The menu offers an extensive list of daily appetizer specials including straightforward Japanese food as well as dishes showcasing Naito’s flair for fusion.

Naito previously headed a sushi station at Nobu restaurant at the Hard Rock Hotel & Casino in Las Vegas, where he perfected mingling international ingredients under celebrated chef Nobuyuki Matsuhisa, who owns 16 Nobus worldwide.

The chef is joined at the Tomo sushi bar by Iwan Lim of Indonesia, who carries the pedigree of former head sushi chef at Nakato Japanese restaurant in Atlanta.

For a dazzling interplay of flavors, order the tuna tar tar appetizer special, a stacked creation with two layers of finely chopped raw tuna sandwiching white Japanese yam ($9). Naito accents the fish with dashi broth, scallions and pink peppercorns before drizzling a balsamic glaze around the plate and sprinkling crushed pistachios like encrusted jewels in the glaze.

Other recommendations include the soft shell crab salad, grilled salmon, steamed spinach sprinkled with ground sesame seeds and Japanese pickles marinated in rice bran. Whole live abalone from California and blue fin toro also are sometimes available.

Grilled appetizer standouts include the sliced octopus, its pink edges charred, and the yellowtail “neck meat” still clinging to a big shard of bone ($12). The collar is a particularly sweet cut, and diners are likely to be tempted to pluck the last rich morsels from between skin and bone.

Naito’s vegetable appetizer (taki-awase, $8) is a still-life of transformed vegetables, including chiseled stalks of emerald green Chinese broccoli, perfect balls of mashed taro and to-die-for eggplant transformed into spears. The conglomeration illustrates the Japanese love of joining different colors, shapes and textures.

A ying-yang sensibility carries into the restaurant’s decor, where Japanese tradition marries sleek modernism. One wall is adorned with panels made from a kimono that Mrs. Naito wore in her 20s, and metallic place mats from Ikea brighten black tables. A cherry red bathroom features a glass sink resting on black stones evoking a Japanese garden.

Naito and his wife are potters as well as chefs, creating ceramic plates in their spare time. The sushi bar is graced with a Japanese basket of wild flowers one day and with one of Naito’s stunning ceramic chargers the next.

They don’t yet serve customers with their own pottery, but the Naitos use an eclectic collection of plates including glass, ceramic, porcelain and lacquered ware that allow various interplays of texture and color with foods.

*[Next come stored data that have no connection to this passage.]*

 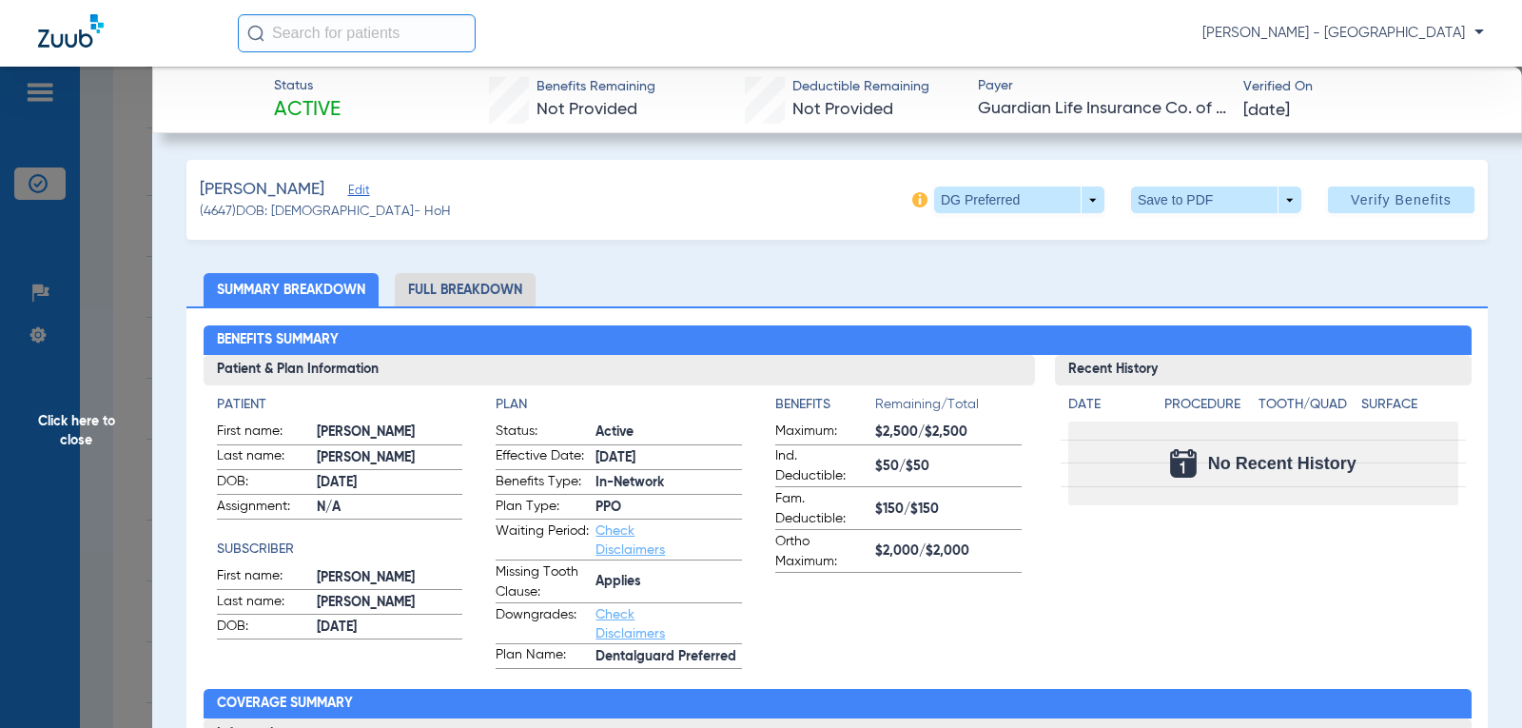 I want to click on h4: Plan, so click(x=618, y=404).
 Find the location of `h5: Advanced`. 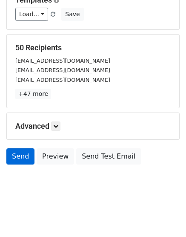

h5: Advanced is located at coordinates (93, 126).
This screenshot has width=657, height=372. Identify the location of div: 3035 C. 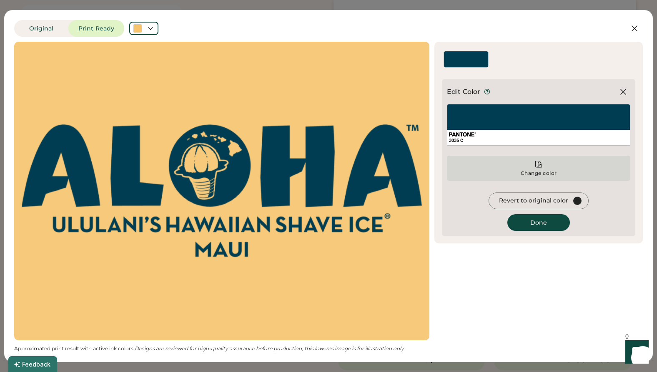
(539, 140).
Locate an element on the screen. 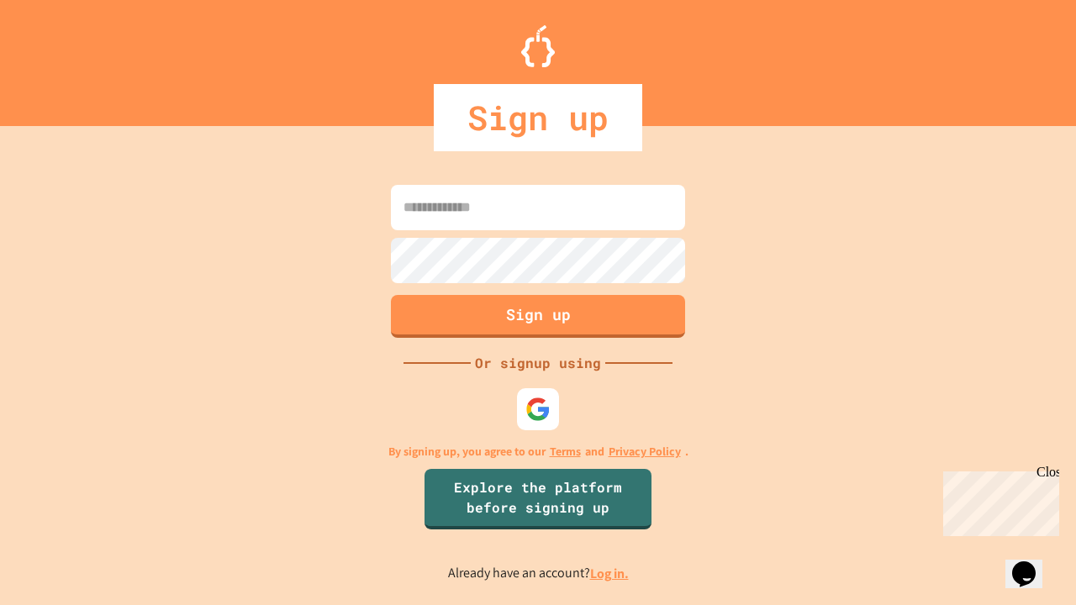 The width and height of the screenshot is (1076, 605). p: By signing up, you agree to our and . is located at coordinates (538, 451).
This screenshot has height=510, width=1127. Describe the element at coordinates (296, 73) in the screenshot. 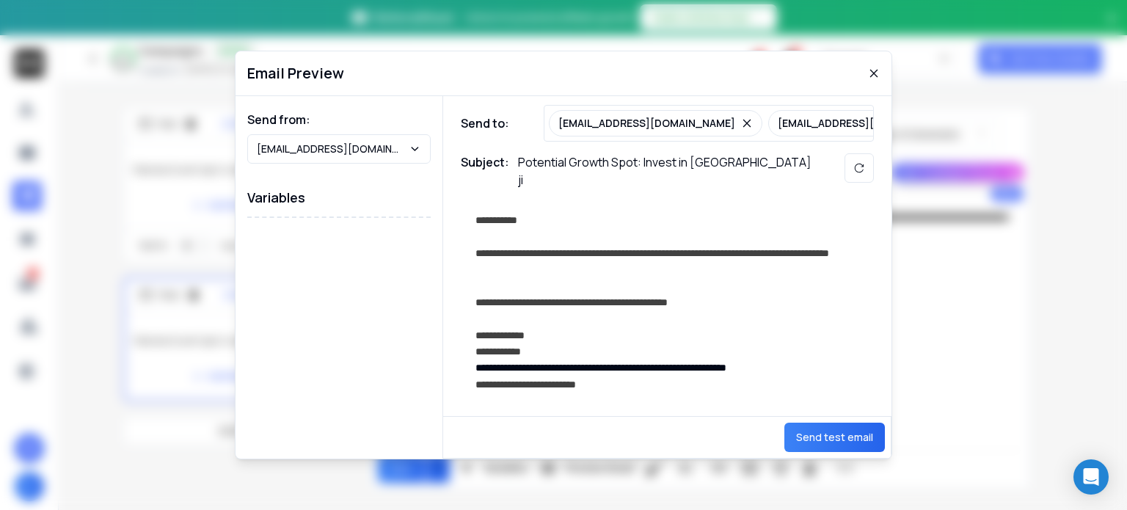

I see `h1: Email Preview` at that location.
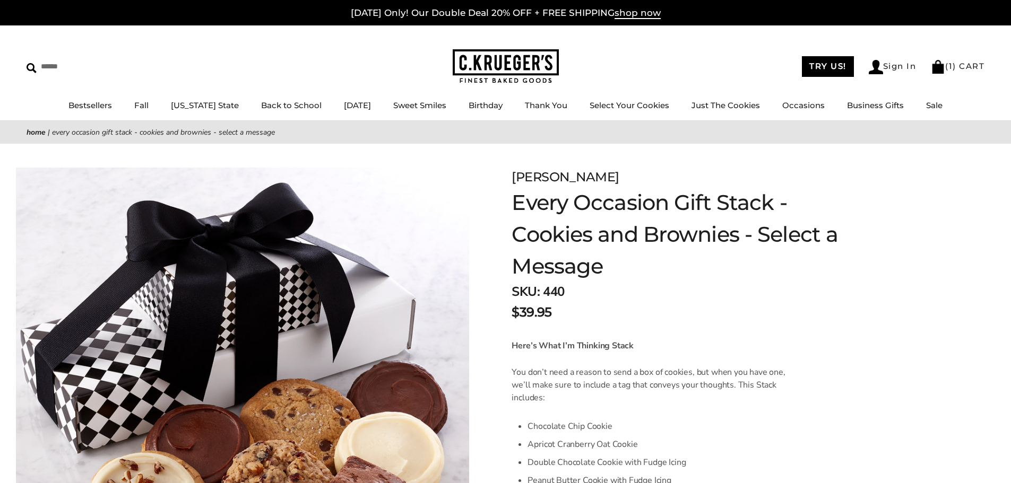  Describe the element at coordinates (525, 292) in the screenshot. I see `strong: SKU:` at that location.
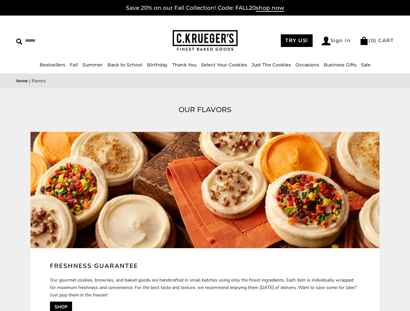 The height and width of the screenshot is (311, 410). What do you see at coordinates (92, 65) in the screenshot?
I see `a: Summer` at bounding box center [92, 65].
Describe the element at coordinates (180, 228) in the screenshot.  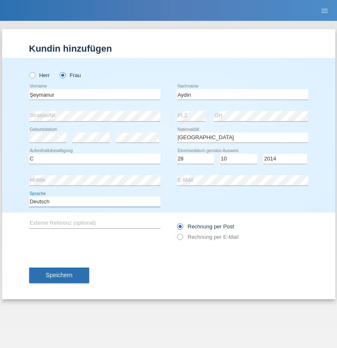
I see `input: Rechnung per Post` at that location.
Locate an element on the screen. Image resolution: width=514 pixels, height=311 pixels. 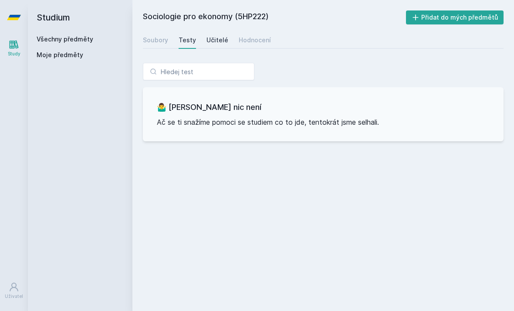
h2: Sociologie pro ekonomy (5HP222) is located at coordinates (275, 17).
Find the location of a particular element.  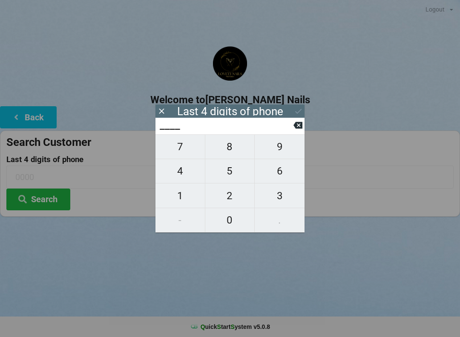

button: 3 is located at coordinates (280, 195).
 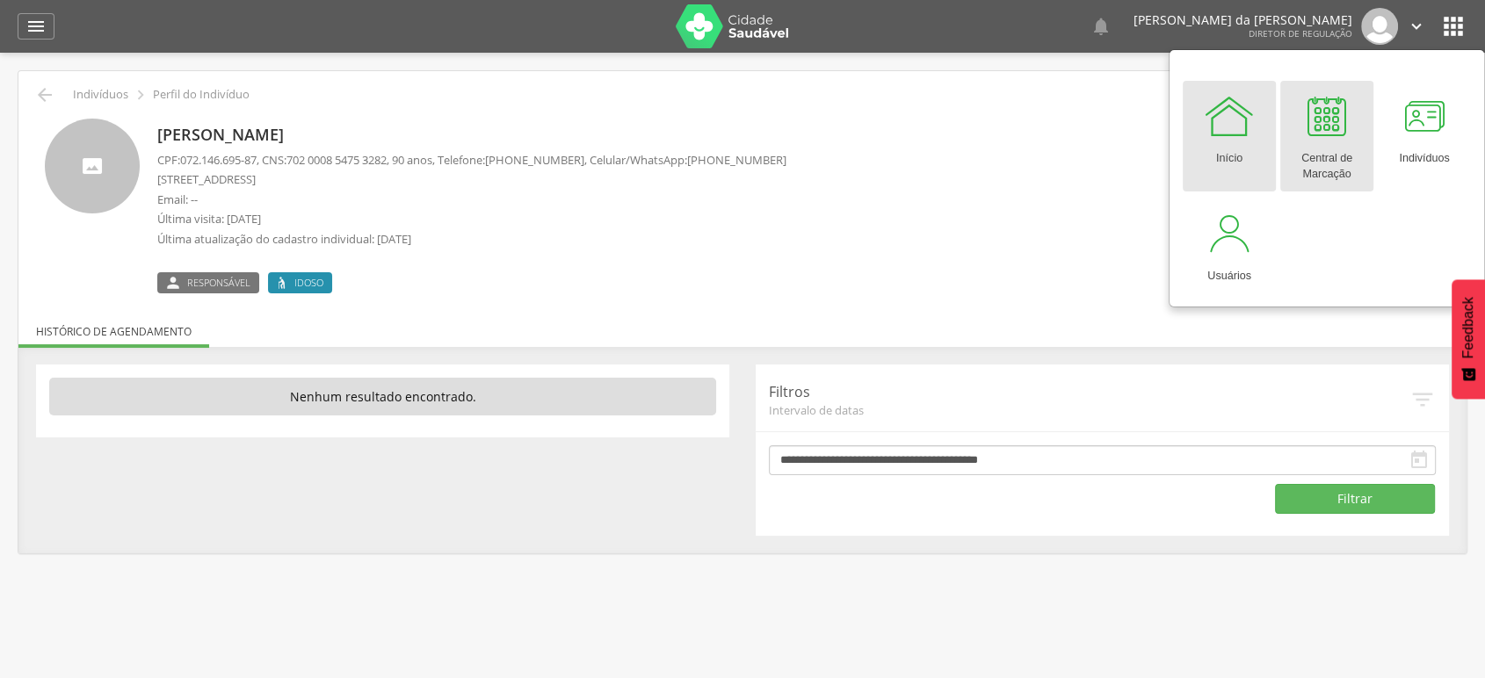 What do you see at coordinates (337, 160) in the screenshot?
I see `span: 702 0008 5475 3282` at bounding box center [337, 160].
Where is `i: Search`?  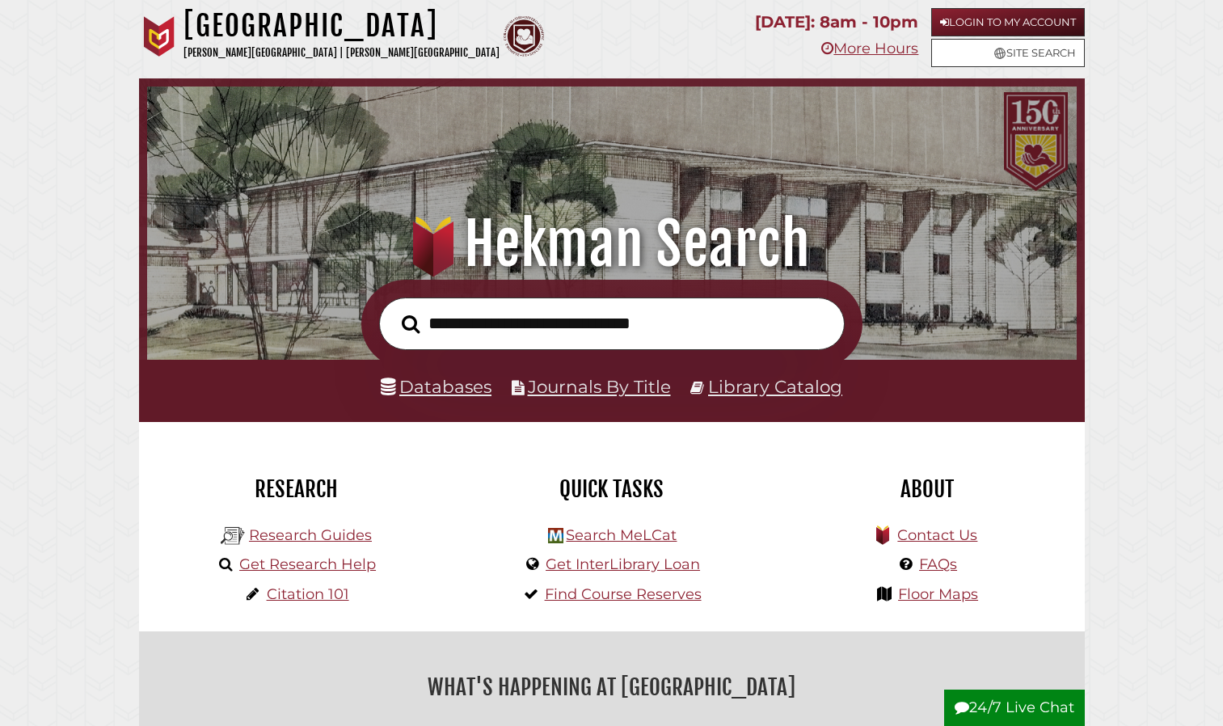
i: Search is located at coordinates (411, 323).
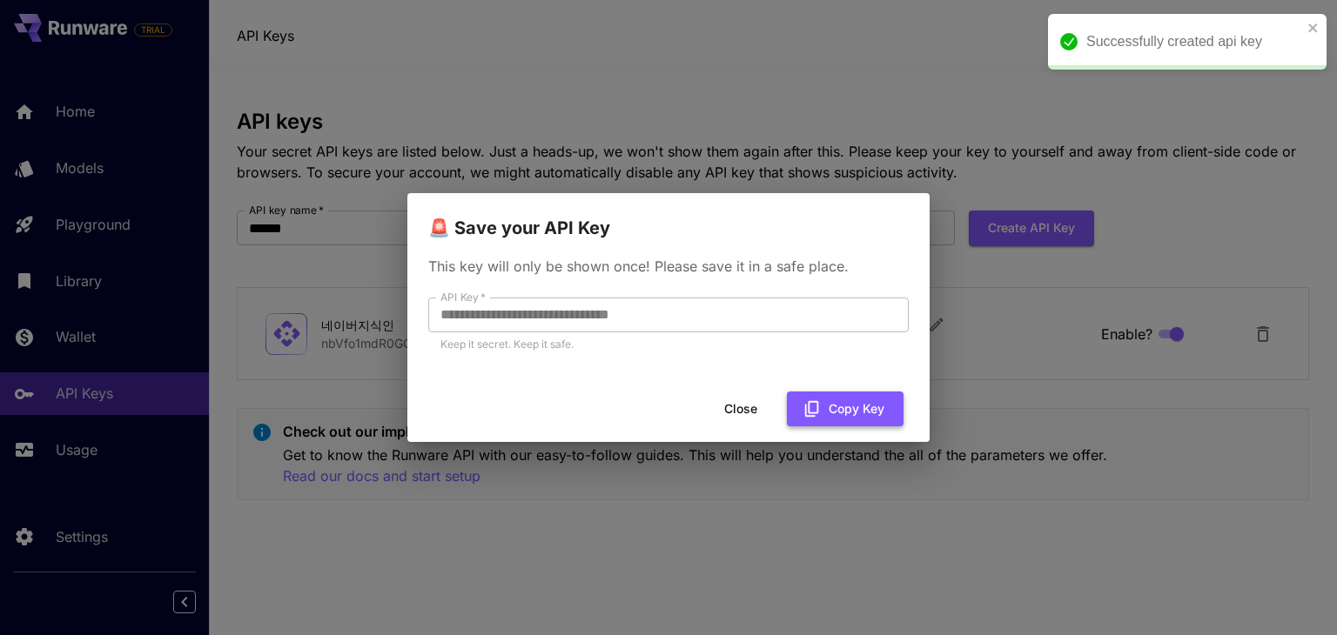 The image size is (1337, 635). Describe the element at coordinates (668, 345) in the screenshot. I see `p: Keep it secret. Keep it safe.` at that location.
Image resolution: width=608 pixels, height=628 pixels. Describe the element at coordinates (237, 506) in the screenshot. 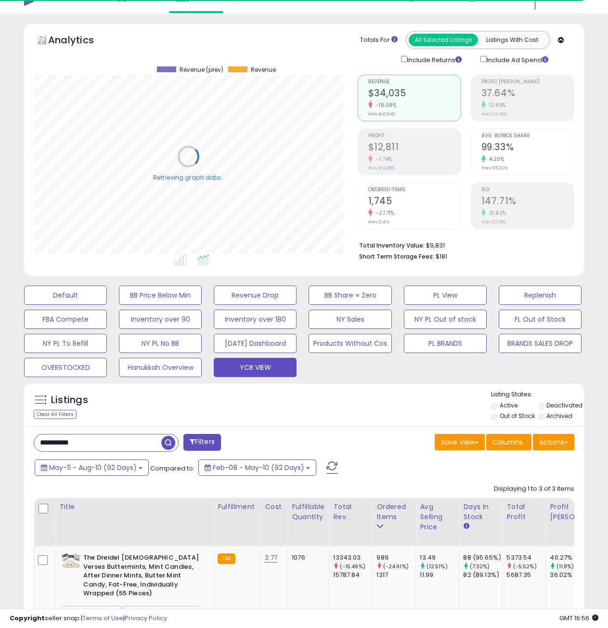

I see `div: Fulfillment` at that location.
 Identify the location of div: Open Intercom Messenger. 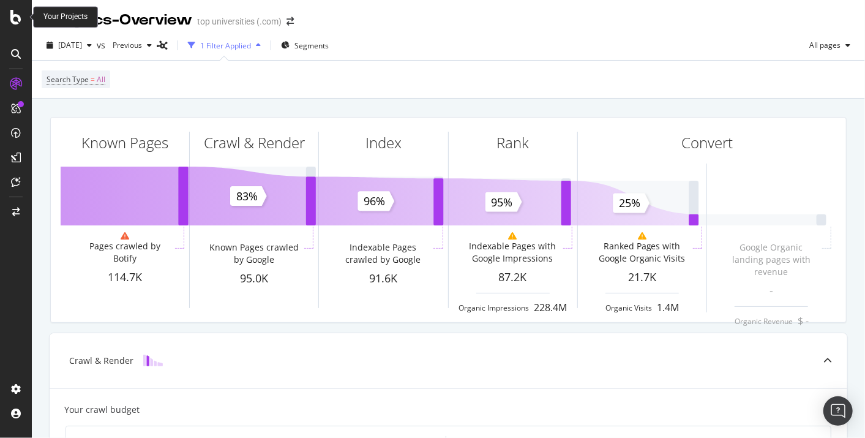
(838, 411).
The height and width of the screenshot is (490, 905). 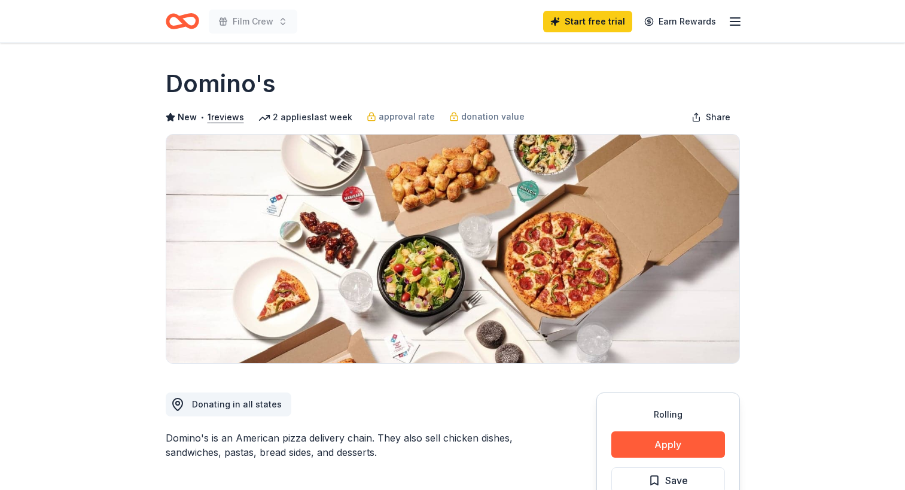 What do you see at coordinates (352, 445) in the screenshot?
I see `div: Domino's is an American pizza delivery chain. They also sell chicken dishes, sandwiches, pastas, ...` at bounding box center [352, 445].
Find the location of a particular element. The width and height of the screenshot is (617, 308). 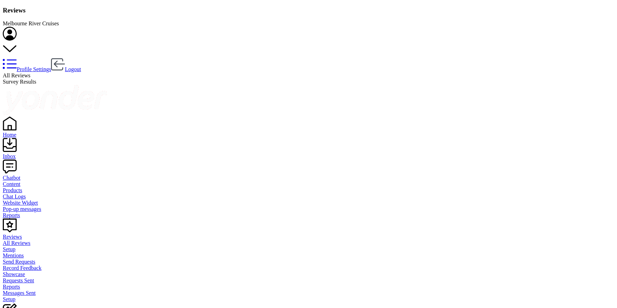

a: Pop-up messages is located at coordinates (309, 209).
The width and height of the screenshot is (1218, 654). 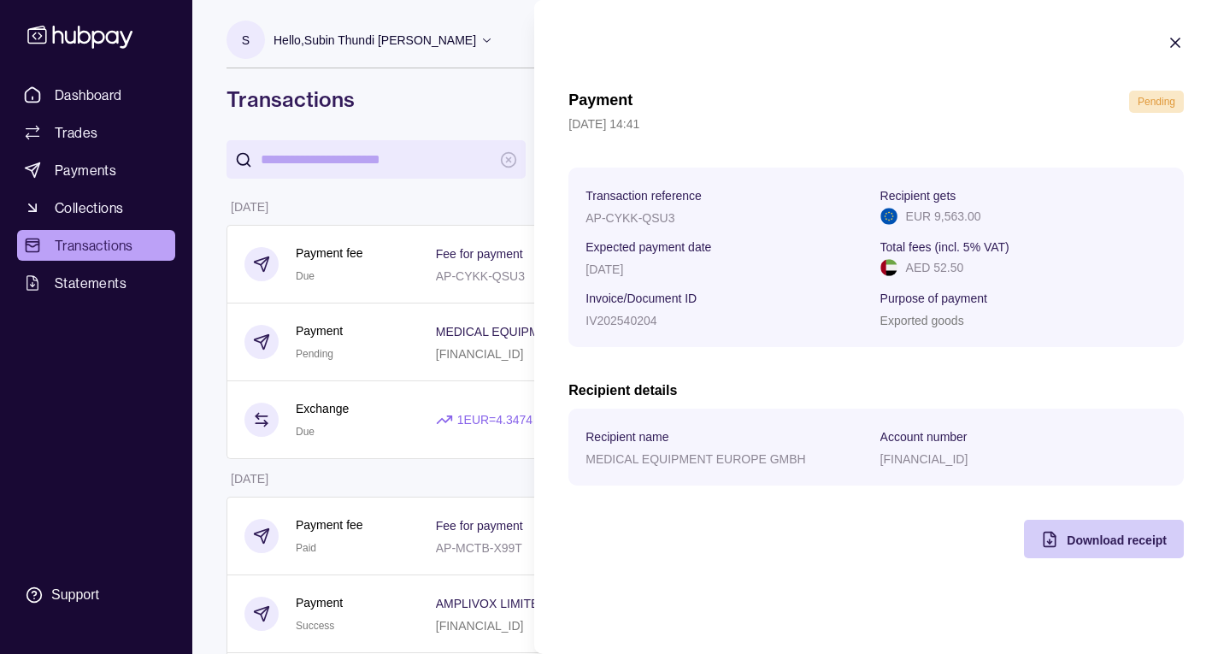 What do you see at coordinates (945, 247) in the screenshot?
I see `p: Total fees (incl. 5% VAT)` at bounding box center [945, 247].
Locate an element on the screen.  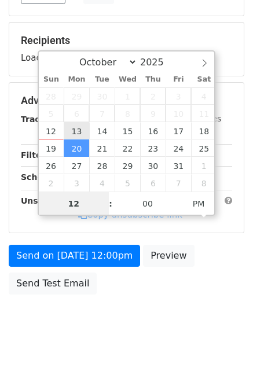
span: October 30, 2025 is located at coordinates (153, 165).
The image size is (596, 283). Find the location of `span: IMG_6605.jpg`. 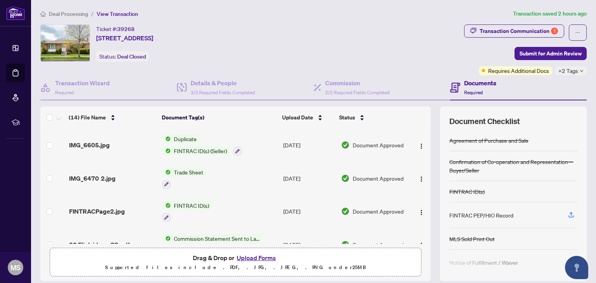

“Whenever I find good plates, I just buy them,” Naito says.

The peaceful music at Tomo also enhances the overall tranquil experience. Japanese new age sounds, soft jazz and the deliberate, floating piano notes of a George Winston composition each provides nice background music for eating sushi.

Born in Osaka, Naito came to the U.S. to study theater when he started working nights at Japanese restaurants in Manhattan. After graduating, he worked at restaurants across the U.S. and broadened his knowledge by working with French and Italian cuisine.

Italian fare provides the inspiration for yellowtail tempura roll with roasted garlic, roasted bell pepper and a creamy sake gorgonzola sauce ($10), an ambitious but odd combination that is not one of my favorites.

Desserts made by Mrs. Naito are light and refreshing. They satisfy after a just few bites.

A homemade truffle accompanies Green tea cheesecake and ginger cheesecake, and plum wine jelly offers bursts of flavor with black soybeans cooked in red wine.